Bringing hope to the new year, the Right Reverend James E. Curry and Reverend Matthew Crebbin will co-host a Swords To Plowshares transformational experience at Newtown Congregational Church next month.
With torrential rain and wind preceding a severe drop in temperatures into the Christmas weekend, town and state officials as well as Eversource are bracing while issuing advisories.
Following the revelation that the town's portion of the budgets for the Lake Zoar Authority and Lake Lillinonah Authority were state-statute mandated assessments and not requests, the Legislative Council voted to restore money it cut from them in the 2022-23 budget.
Following concerns on fund balances from outside agencies that make budget requests of the town, the Board of Finance is crafting a policy for how to review those budgets without singling any agency out.
Deputy Director Planning and Land Use Rob Sibley has issued an advisory regarding a large, persistent blue-green algae bloom occurring in many parts of Taunton Lake.
The Board of Education heard both an overview of district special education programs and a report on the district’s response to pending state reading mandates at its December 6 meeting.
The Connecticut Conference of Municipalities has asked that community leaders sign on to a Civility Pledge, and Newtown's Deputy Director of Planning Rob Sibley was among them.
Real people were just in a frightening car accident. To immediately frame their misfortune as rhetorical ammunition against new housing — affordable housing included — feels less like concern for “health and safety” and more like opportunistically using a scary moment to support a pre-existing position.
If we’re going to debate this proposal, we should do it honestly: with data on traffic volume, accident history, engineering recommendations, and the town’s housing needs, not by seizing on a single crash as proof that 300 apartments are inherently unsafe.
Newtown deserves a thoughtful, fact-based conversation about growth, safety, and affordability — one that doesn’t turn other people’s bad day into a political talking point.
To add context that did not occur at the meeting would not be an accurate representation of the meeting and would, in fact, be editorializing to shape public opinion.
The editorial staff here do not consider ourselves to be final arbiters of what the truth is (and if we did, it would make us partisan and biased), and we would need to provide a source for any dissenting information (sourcing all information in an article is literally Journalism 101). There were no such sources present at the meeting in question, and so it would not be appropriate to include such information in an article about the meeting. Dissenting voices appear in meeting stories when there were active participants with dissenting opinions, such as during public participation or the words of a council member who disagreed. It should be noted that the Interfaith Council, like many local boards and commissions, conduct meetings that are open to the public.
This was not an article on the actions of the Greater Danbury Area Unites for Immigrants, or on immigrants, or on ICE's actions in the community, where including other voices or perspectives would be appropriate. We appreciate your opinion, but we stand by our meeting coverage and consider this discussion closed.
Propaganda is the systematic dissemination of information, often biased or misleading, to shape public perception and behavior toward a specific political cause or point of view. I'm not asking for Newtown Bee to editorialize, but providing context, where appropriate, to provide the reader with a more holistic view of the facts seems like a reasonable practice, particularly when encouraging the reader to decide what to believe/not to believe. Absent that context, this feels biased and misleading and intended to shape public perception.
The Newtown Bee reported what was said at a Newtown Interfaith Council meeting. Whether Mr McGillicuddy agrees with what was said or not, reporting what occurs at a public meeting is not "propaganda." Presenting what was said without editorializing is encouraging the reader to decide what to believe or not believe, and is standard for reporting at a community newspaper like The Newtown Bee.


- [How to complete this task]: Copy the data that follows exactly, and include none of its images.

Content starts

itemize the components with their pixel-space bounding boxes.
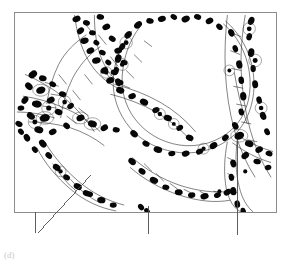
micrograph-frame: [14, 12, 277, 213]
figure-panel: (d): [0, 0, 294, 266]
panel-label: (d): [4, 250, 15, 261]
micrograph-image: [15, 13, 276, 212]
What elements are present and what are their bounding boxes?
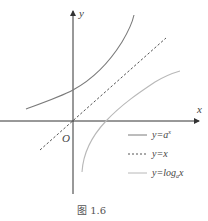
legend: y=ax y=x y=logax <box>128 129 184 179</box>
legend-log-main: y=log <box>151 167 176 178</box>
figure-caption: 图 1.6 <box>77 205 106 216</box>
legend-item-exp: y=ax <box>128 129 171 140</box>
exp-curve <box>26 15 134 109</box>
legend-identity-label: y=x <box>151 148 168 159</box>
legend-item-log: y=logax <box>128 167 184 179</box>
origin-label: O <box>62 132 70 144</box>
y-axis-label: y <box>78 7 84 19</box>
legend-log-tail: x <box>178 167 184 178</box>
x-axis-label: x <box>196 103 202 115</box>
legend-item-identity: y=x <box>128 148 168 159</box>
legend-exp-sup: x <box>167 129 171 135</box>
legend-exp-main: y=a <box>151 129 168 140</box>
svg-text:y=logax: y=logax <box>151 167 184 179</box>
function-graph: y x O y=ax y=x y=logax 图 1.6 <box>0 0 208 221</box>
identity-line <box>40 38 166 150</box>
svg-text:y=ax: y=ax <box>151 129 171 140</box>
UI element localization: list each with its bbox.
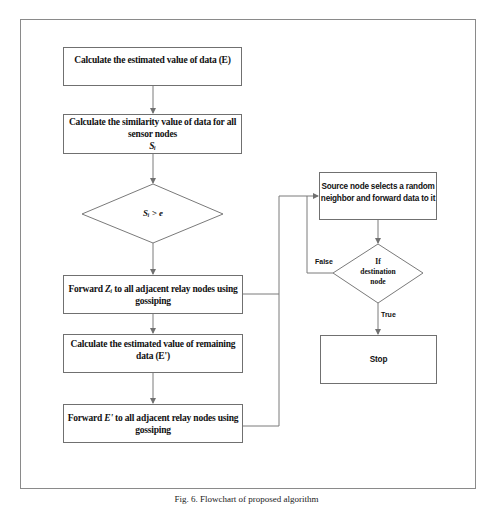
source-select-line1: Source node selects a random — [321, 181, 434, 193]
stop-box: Stop — [320, 335, 437, 384]
forward-z-box: Forward Zᵢ to all adjacent relay nodes u… — [63, 275, 243, 314]
forward-e-line1: Forward E' to all adjacent relay nodes u… — [68, 412, 239, 424]
calc-remaining-box: Calculate the estimated value of remaini… — [63, 334, 243, 373]
calc-estimate-box: Calculate the estimated value of data (E… — [63, 47, 242, 86]
figure-caption: Fig. 6. Flowchart of proposed algorithm — [0, 494, 493, 504]
false-edge-label: False — [315, 258, 333, 265]
source-select-line2: neighbor and forward data to it — [321, 193, 435, 205]
forward-z-line2: gossiping — [135, 295, 171, 307]
similarity-symbol: Sᵢ — [149, 140, 156, 152]
true-edge-label: True — [381, 311, 396, 318]
calc-estimate-label: Calculate the estimated value of data (E… — [74, 54, 230, 66]
calc-remaining-line1: Calculate the estimated value of remaini… — [71, 338, 236, 350]
forward-e-line2: gossiping — [135, 424, 171, 436]
destination-decision-label: If destination node — [343, 257, 413, 287]
calc-similarity-line1: Calculate the similarity value of data f… — [69, 116, 236, 128]
calc-remaining-line2: data (E') — [136, 350, 170, 362]
forward-z-line1: Forward Zᵢ to all adjacent relay nodes u… — [68, 283, 237, 295]
threshold-decision-label: Sᵢ > e — [113, 208, 193, 218]
forward-e-box: Forward E' to all adjacent relay nodes u… — [63, 404, 243, 443]
calc-similarity-line2: sensor nodes — [128, 128, 177, 140]
calc-similarity-box: Calculate the similarity value of data f… — [63, 114, 242, 154]
source-select-box: Source node selects a random neighbor an… — [319, 172, 437, 220]
stop-label: Stop — [370, 354, 387, 366]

Content ends

- [Worked solution]:
itemize the components with their pixel-space bounding boxes.
micrograph-frame: [14, 12, 277, 213]
figure-panel: (d): [0, 0, 294, 266]
panel-label: (d): [4, 250, 15, 261]
micrograph-image: [15, 13, 276, 212]
What elements are present and what are their bounding boxes?
legend: y=ax y=x y=logax <box>128 129 184 179</box>
legend-log-main: y=log <box>151 167 176 178</box>
figure-caption: 图 1.6 <box>77 205 106 216</box>
legend-item-exp: y=ax <box>128 129 171 140</box>
exp-curve <box>26 15 134 109</box>
legend-identity-label: y=x <box>151 148 168 159</box>
legend-item-log: y=logax <box>128 167 184 179</box>
origin-label: O <box>62 132 70 144</box>
y-axis-label: y <box>78 7 84 19</box>
legend-log-tail: x <box>178 167 184 178</box>
x-axis-label: x <box>196 103 202 115</box>
legend-item-identity: y=x <box>128 148 168 159</box>
legend-exp-sup: x <box>167 129 171 135</box>
legend-exp-main: y=a <box>151 129 168 140</box>
svg-text:y=logax: y=logax <box>151 167 184 179</box>
function-graph: y x O y=ax y=x y=logax 图 1.6 <box>0 0 208 221</box>
identity-line <box>40 38 166 150</box>
svg-text:y=ax: y=ax <box>151 129 171 140</box>
UI element localization: list each with its bbox.
source-select-line1: Source node selects a random — [321, 181, 434, 193]
stop-box: Stop — [320, 335, 437, 384]
forward-z-box: Forward Zᵢ to all adjacent relay nodes u… — [63, 275, 243, 314]
forward-e-line1: Forward E' to all adjacent relay nodes u… — [68, 412, 239, 424]
calc-remaining-box: Calculate the estimated value of remaini… — [63, 334, 243, 373]
calc-estimate-box: Calculate the estimated value of data (E… — [63, 47, 242, 86]
figure-caption: Fig. 6. Flowchart of proposed algorithm — [0, 494, 493, 504]
false-edge-label: False — [315, 258, 333, 265]
source-select-line2: neighbor and forward data to it — [321, 193, 435, 205]
forward-z-line2: gossiping — [135, 295, 171, 307]
similarity-symbol: Sᵢ — [149, 140, 156, 152]
true-edge-label: True — [381, 311, 396, 318]
calc-estimate-label: Calculate the estimated value of data (E… — [74, 54, 230, 66]
calc-remaining-line1: Calculate the estimated value of remaini… — [71, 338, 236, 350]
forward-e-line2: gossiping — [135, 424, 171, 436]
destination-decision-label: If destination node — [343, 257, 413, 287]
calc-similarity-line1: Calculate the similarity value of data f… — [69, 116, 236, 128]
calc-remaining-line2: data (E') — [136, 350, 170, 362]
forward-z-line1: Forward Zᵢ to all adjacent relay nodes u… — [68, 283, 237, 295]
threshold-decision-label: Sᵢ > e — [113, 208, 193, 218]
forward-e-box: Forward E' to all adjacent relay nodes u… — [63, 404, 243, 443]
calc-similarity-line2: sensor nodes — [128, 128, 177, 140]
calc-similarity-box: Calculate the similarity value of data f… — [63, 114, 242, 154]
source-select-box: Source node selects a random neighbor an… — [319, 172, 437, 220]
stop-label: Stop — [370, 354, 387, 366]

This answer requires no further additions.